"What's the matter?" asked Dr. Stephen quickly. "Something's wrong with you. It's this sudden heat, or overwork. Come, man, let's go inside."
A sudden light broke upon the face of the younger man, the light of a heaven-sent inspiration. He looked into his friend's face, and told a direct lie.
"Odd," he said, "I myself was just coming to see you. I have something of great importance to test your confidence with. But in your house, please," as Stephen urged him towards his own door—"in your house. It's only round the corner, and I—I cannot go back there—to my rooms—till I have told you.
"I'm your patient—for the moment," he added stammeringly as soon as they were seated in the privacy of the hypnotist's sanctum, "and I want—er—"
"My dear Laidlaw," interrupted the other, in that soothing voice of command which had suggested to many a suffering soul that the cure for its pain lay in the powers of its own reawakened will, "I am always at your service, as you know. You have only to tell me what I can do for you, and I will do it." He showed every desire to help him out. His manner was indescribably tactful and direct.
Dr. Laidlaw looked up into his face.
"I surrender my will to you," he said, already calmed by the other's healing presence, "and I want you to treat me hypnotically—and at once. I want you to suggest to me"—his voice became very tense—"that I shall forget—forget till I die—everything that has occurred to me during the last two hours; till I die, mind," he added, with solemn emphasis, "till I die."
He floundered and stammered like a frightened boy. Alexis Stephen looked at him fixedly without speaking.

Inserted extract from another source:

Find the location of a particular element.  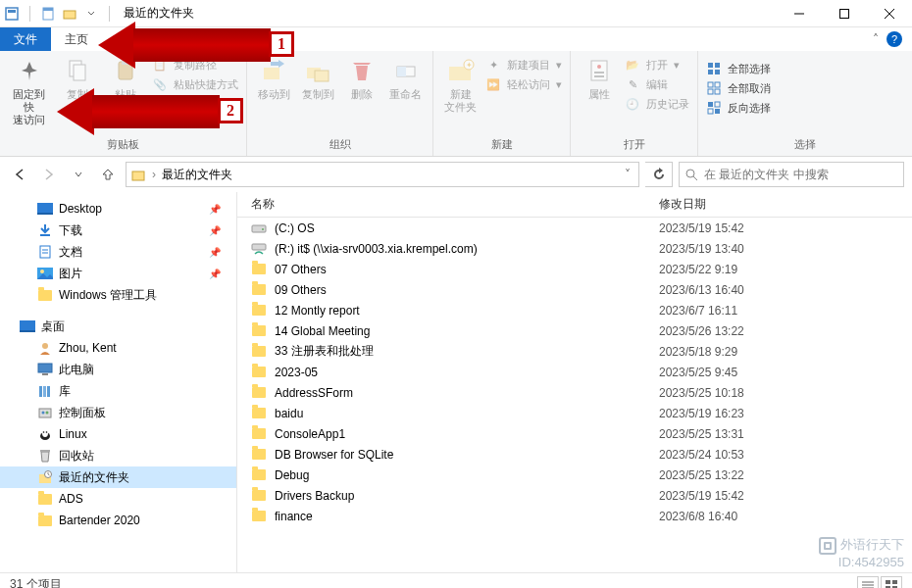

"And further," Laidlaw continued, "I want you to ask me no questions. I wish to forget for ever something I have recently discovered—something so terrible and yet so obvious that I can hardly understand why it is not patent to every mind in the world—for I have had a moment of absolute clear vision—of merciless clairvoyance. But I want no one else in the whole world to know what it is—least of all, old friend, yourself."
He talked in utter confusion, and hardly knew what he was saying. But the pain on his face and the anguish in his voice were an instant passport to the other's heart.